Published online by Cambridge University Press: 28 July 2009
In a recent case, reported below,1 the East African Court of Appeal held (SPRY, V.-P. dissenting) that, provided certain conditions were satisfied, compensation in the form of blood money might be awarded under section 176 of the Tanganyika Criminal Procedure Code. SPRY, V.-P., however, was unable to agree “that the award of blood money is authorised by section 176 of the Criminal Procedure Code”.
1 Nyamhanga s/o Mase v. The Republic, pp. 113, [1973] E.A. 376
2 S. 174 (1). Kenya has no corresponding section. It has however another section (as have Tanganyika and Uganda) providing for the award of compensation out of a fine (see pp. 106, and 111, below).
page 105 note 1 Report of the Commission of Inquiry into the Administration of Justice in Kenya, Uganda and Tanganyika Territory in Criminal Matters, Cmd. 4623 (1934), paras. 201–203.
page 105 note 2 R. v. Alfredo Ojala s/o Omecho and R. v. Opusi s/o Ekochu (unreported).
page 105 note 3 Criminal Revisions 44 and 45 of 1935 (unreported); E.S.A., R. 105.
page 106 note 1 Now s. 176.
page 106 note 2 Unreported.
page 106 note 3 The section had been amended and the words “loss or injury” substituted for the word “injury”.
page 106 note 4 Fatal Accidents Act.
page 107 note 1 This represents the prevailing judicial view in East Africa at the time on a question which aroused much controversy: might a magistrate rely upon his personal knowledge of customary law and take judicial notice of it? See Morris, H. F. and Read, James S., Indirect Rule and the Search for Justice, 1972, at pp. 98 and 187–190.Google Scholar
page 108 note 1 N. H. Turton.
page 108 note 2 Turton's minute on R. 105 does not reveal the parties to the case or its number.
page 109 note 1 A division of opinion between the lacustrine Bantu areas and the rest of the country on questions of this sort was not uncommon at this time (cf. the controversy whether African marriage should be governed only by customary laws (subject to registration)—see Morris and Read, op. cit., pp. 246–248). But it is unusual to find Buganda in the same company as the east and north.
page 109 note 2 Letter to Chief Secretary of June 11, 1936.
page 109 note 3 Letter to C.S. of March 5, 1936.
page 110 note 1 Letter of March 30, 1936 from Provincial Commissioner, Northern Province to C.S.
page 110 note 2 Ibid.
page 110 note 3 Letter of Jan. 10, 1936 from P.C. Buganda (A. H. Cox) to C.S.
page 110 note 4 This limitation in respect of legal execution was carried further when the Uganda High Court ruled in 1952 (Okitoi v. Aisu, Revision No. 44 of 1952, unreported) that no blood money was payable in this case since the killer had himself been set upon and killed at the scene of his crime. (Quoted by J. C. D. Lawrance, The lteso, 1957.)
On occasion the Government was prepared to relax its ban on claims where the death penalty was enforced, and when in 1944 the bodies of 12 Sudanese were found in the Madi sub-district of Uganda and a Madi man had been convicted of murder, the Provincial Commissioner sought permission for blood money to be paid. The Governor accordingly gave authority for “the usual blood money established at Shs. 1,250/- in Uganda currency [to be paid] from the Madi Native Authority funds in order to prevent further probable acts of aggression and hostility in revenge along the border”. E.S.A., R. 105.
page 110 note 5 Some district councils in Uganda attempted to control the amount of compensation payable, by council resolution (see Lawrance op. cit., p. 257). In Karamoja district, a committee of the District Council considers and adjudicates upon claims for blood money, in accordance with procedure prescribed by Ministerial regulations and subject to a final appeal to the Administrator: Administration (Karamoja )Act, 1963, and the Restitution of Cattle and Payment of Blood-money (Procedure) Regulations, S.I. 1965 No. 101.
page 111 note 1 Which forms Part III of Local Government Memorandum No. 2, 1953.
page 111 note 2 Now s. 176. The corresponding section in Tanganyika Code is s. 178 and in Kenya Code s. 175.
page 112 note 1 E.g. Selemani v. Republic [1972] E.A. 269; Haining v. Republic [1972] E.A. 133.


Examine the records and identify each line that includes the string "name". Copy those lines.

Dataset records:
---+---
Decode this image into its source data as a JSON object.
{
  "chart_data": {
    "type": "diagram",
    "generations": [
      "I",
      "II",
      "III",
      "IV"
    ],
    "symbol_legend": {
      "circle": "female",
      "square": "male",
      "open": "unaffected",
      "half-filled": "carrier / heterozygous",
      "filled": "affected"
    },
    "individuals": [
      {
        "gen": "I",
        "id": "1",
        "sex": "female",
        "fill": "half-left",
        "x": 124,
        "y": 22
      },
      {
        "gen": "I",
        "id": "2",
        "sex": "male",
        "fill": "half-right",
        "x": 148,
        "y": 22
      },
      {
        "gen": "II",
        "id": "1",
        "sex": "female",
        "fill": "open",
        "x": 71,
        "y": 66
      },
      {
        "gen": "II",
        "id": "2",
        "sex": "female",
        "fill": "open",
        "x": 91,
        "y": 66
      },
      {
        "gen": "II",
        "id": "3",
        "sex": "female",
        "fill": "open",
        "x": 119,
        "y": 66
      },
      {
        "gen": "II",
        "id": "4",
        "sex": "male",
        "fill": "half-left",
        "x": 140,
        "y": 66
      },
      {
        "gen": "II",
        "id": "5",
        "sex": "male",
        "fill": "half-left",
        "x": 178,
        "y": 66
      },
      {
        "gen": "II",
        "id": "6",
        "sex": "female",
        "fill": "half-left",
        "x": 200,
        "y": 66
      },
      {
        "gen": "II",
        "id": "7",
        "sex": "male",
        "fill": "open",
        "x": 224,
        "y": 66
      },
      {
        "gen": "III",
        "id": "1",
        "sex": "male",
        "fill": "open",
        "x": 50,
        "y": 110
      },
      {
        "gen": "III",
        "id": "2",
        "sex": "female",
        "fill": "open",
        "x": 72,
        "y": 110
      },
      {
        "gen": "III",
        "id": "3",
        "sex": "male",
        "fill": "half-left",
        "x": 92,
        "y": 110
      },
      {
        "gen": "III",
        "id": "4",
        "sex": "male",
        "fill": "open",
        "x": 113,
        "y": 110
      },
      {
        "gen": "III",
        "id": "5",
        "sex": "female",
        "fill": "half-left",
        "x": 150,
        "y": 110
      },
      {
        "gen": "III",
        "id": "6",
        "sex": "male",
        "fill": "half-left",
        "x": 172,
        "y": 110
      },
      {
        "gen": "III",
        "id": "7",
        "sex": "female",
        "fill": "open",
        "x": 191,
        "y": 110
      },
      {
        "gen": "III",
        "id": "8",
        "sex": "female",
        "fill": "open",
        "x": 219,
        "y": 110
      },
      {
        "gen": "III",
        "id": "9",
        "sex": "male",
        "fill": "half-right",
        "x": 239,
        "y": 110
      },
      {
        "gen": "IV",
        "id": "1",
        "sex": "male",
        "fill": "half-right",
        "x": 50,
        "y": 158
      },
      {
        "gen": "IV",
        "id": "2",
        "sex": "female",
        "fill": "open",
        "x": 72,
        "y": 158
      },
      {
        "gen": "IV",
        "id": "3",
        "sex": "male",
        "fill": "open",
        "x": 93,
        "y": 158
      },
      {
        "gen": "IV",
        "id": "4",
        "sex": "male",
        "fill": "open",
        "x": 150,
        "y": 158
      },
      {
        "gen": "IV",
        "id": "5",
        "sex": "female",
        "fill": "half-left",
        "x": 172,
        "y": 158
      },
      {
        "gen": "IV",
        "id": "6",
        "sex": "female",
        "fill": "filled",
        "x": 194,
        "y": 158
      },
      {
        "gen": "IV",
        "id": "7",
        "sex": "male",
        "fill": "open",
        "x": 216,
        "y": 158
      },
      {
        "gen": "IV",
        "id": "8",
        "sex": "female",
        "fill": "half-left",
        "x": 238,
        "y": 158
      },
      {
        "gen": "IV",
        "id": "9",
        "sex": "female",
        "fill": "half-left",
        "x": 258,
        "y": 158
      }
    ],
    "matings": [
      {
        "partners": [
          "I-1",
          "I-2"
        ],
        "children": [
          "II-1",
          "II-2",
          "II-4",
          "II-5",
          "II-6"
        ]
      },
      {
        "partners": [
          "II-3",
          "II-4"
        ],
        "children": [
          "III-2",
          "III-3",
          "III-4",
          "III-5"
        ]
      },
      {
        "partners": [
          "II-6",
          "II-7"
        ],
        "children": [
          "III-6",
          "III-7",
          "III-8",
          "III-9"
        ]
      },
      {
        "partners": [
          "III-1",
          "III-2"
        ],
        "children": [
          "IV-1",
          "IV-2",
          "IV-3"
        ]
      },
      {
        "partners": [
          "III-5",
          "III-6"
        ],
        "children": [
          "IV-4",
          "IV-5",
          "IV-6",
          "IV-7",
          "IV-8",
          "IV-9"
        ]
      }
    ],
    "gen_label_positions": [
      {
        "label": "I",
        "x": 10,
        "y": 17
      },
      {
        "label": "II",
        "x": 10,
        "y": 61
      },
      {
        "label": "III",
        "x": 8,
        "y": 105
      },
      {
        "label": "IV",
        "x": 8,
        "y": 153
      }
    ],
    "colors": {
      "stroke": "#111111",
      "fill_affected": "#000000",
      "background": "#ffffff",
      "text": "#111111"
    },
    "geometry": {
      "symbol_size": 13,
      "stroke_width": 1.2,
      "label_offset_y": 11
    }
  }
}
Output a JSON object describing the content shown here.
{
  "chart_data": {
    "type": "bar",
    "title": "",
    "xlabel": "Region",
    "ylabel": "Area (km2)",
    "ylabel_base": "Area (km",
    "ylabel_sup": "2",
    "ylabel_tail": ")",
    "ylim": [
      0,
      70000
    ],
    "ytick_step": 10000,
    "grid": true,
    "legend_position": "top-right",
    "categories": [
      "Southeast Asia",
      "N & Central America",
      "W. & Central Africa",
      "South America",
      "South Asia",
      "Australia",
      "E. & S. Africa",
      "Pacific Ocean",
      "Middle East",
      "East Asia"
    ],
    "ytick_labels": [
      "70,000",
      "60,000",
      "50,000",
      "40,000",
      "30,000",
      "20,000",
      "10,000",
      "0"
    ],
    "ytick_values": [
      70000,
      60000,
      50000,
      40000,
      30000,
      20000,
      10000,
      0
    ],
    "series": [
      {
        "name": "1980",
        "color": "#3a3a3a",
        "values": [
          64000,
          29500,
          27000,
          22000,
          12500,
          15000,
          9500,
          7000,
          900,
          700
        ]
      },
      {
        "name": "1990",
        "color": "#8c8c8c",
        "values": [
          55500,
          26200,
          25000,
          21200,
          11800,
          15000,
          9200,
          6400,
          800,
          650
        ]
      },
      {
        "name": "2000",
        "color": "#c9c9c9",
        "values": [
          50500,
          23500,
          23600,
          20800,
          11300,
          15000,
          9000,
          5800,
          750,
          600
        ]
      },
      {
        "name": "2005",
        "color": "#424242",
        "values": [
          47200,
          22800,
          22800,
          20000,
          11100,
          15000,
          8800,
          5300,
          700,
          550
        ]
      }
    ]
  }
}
---+---
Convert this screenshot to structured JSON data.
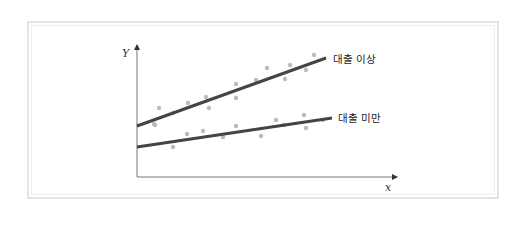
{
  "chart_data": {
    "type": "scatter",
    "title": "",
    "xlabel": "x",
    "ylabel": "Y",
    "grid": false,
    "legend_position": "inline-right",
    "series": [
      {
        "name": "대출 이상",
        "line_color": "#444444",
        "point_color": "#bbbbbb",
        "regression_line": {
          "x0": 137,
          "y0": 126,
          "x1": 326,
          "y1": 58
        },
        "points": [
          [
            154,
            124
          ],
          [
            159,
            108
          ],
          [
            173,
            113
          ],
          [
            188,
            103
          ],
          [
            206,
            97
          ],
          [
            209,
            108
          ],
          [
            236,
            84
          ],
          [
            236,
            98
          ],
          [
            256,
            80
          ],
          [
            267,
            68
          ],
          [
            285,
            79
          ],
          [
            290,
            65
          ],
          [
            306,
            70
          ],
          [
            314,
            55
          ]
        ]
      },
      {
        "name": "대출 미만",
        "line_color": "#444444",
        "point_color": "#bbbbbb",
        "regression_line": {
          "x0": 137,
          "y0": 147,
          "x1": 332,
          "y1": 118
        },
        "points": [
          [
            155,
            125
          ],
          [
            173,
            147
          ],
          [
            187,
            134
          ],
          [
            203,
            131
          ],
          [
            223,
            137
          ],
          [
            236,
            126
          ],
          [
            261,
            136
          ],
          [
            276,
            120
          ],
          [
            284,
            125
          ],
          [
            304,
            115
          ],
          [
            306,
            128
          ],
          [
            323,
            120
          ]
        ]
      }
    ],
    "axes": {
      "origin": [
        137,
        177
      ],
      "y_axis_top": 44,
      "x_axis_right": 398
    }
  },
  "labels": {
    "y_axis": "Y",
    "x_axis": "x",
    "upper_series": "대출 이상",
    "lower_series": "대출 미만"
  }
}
---+---
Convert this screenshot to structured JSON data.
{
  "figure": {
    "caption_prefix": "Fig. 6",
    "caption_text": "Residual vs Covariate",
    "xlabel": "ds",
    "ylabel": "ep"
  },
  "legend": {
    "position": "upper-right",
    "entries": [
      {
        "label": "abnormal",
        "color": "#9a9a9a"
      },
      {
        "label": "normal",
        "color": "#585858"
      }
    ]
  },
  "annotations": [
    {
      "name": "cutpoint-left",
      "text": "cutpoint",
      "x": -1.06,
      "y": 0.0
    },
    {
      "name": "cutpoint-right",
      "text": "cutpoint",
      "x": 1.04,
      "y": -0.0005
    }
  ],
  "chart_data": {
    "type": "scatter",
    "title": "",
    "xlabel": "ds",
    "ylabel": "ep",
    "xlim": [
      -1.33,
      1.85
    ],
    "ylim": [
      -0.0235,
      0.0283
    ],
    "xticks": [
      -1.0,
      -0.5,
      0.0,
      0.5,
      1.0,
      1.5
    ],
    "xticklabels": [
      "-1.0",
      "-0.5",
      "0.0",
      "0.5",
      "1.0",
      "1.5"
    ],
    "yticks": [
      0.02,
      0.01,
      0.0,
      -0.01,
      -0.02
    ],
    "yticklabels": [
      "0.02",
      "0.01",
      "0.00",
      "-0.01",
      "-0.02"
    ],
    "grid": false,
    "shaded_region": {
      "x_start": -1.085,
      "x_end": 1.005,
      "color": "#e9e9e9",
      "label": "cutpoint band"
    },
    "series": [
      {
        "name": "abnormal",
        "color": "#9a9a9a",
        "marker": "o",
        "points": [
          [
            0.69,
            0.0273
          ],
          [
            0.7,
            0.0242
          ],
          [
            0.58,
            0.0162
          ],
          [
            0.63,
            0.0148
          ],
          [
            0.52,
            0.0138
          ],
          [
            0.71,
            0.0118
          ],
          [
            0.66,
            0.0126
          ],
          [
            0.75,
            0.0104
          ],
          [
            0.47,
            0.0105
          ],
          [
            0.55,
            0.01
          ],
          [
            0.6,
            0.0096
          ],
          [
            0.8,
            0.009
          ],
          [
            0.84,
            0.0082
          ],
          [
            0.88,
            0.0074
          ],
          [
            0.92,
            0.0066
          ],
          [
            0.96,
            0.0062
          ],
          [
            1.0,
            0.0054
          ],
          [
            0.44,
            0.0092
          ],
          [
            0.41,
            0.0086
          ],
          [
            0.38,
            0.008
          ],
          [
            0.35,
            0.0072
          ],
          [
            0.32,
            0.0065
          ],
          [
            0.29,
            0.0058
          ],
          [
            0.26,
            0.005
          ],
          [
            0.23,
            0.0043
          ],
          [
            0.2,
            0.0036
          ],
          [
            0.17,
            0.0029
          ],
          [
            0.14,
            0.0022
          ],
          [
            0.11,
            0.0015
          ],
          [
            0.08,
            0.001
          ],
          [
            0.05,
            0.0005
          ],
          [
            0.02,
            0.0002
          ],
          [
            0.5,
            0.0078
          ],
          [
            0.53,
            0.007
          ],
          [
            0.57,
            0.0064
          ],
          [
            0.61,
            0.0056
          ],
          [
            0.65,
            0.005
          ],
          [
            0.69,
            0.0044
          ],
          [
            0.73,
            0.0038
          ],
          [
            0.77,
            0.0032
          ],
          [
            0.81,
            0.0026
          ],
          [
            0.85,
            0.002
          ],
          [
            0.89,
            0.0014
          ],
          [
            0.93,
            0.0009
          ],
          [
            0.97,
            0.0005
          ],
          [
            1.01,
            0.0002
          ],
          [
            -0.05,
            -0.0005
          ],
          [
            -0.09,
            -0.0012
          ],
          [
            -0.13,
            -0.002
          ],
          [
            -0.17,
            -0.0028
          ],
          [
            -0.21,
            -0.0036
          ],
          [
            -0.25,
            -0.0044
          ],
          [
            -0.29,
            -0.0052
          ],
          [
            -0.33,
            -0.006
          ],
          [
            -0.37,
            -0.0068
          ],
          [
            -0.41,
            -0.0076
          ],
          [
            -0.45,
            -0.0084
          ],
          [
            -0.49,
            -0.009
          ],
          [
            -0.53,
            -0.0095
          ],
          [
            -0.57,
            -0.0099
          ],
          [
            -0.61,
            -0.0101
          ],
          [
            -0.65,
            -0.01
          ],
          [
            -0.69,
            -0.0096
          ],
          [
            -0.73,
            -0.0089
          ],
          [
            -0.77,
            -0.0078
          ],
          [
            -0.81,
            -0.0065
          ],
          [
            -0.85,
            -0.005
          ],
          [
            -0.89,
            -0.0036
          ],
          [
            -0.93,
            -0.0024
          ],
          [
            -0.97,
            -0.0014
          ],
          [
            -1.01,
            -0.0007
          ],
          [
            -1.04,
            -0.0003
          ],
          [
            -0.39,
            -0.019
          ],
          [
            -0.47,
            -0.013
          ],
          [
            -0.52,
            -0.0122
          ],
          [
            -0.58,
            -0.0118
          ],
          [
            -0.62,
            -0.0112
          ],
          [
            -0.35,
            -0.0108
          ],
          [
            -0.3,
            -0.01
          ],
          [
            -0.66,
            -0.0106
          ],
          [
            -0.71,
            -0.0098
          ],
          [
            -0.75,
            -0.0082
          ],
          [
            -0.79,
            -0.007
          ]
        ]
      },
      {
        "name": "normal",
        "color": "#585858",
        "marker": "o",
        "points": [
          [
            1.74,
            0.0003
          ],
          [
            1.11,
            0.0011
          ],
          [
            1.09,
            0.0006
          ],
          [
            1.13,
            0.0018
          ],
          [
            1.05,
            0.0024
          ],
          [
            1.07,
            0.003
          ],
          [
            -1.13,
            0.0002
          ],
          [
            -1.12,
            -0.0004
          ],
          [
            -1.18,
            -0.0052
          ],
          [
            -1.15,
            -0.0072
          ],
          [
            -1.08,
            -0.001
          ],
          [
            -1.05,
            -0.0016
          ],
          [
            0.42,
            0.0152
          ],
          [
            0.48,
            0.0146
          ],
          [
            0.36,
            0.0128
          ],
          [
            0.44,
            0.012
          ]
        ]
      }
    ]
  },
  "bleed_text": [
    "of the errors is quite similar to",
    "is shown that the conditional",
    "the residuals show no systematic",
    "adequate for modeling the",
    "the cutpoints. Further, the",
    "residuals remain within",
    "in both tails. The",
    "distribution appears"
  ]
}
---+---
ANSWER AREA »
        "name": "1980",
        "name": "1990",
        "name": "2000",
        "name": "2005",
        "name": "대출 이상",
        "name": "대출 미만",
      "name": "cutpoint-left",
      "name": "cutpoint-right",
        "name": "abnormal",
        "name": "normal",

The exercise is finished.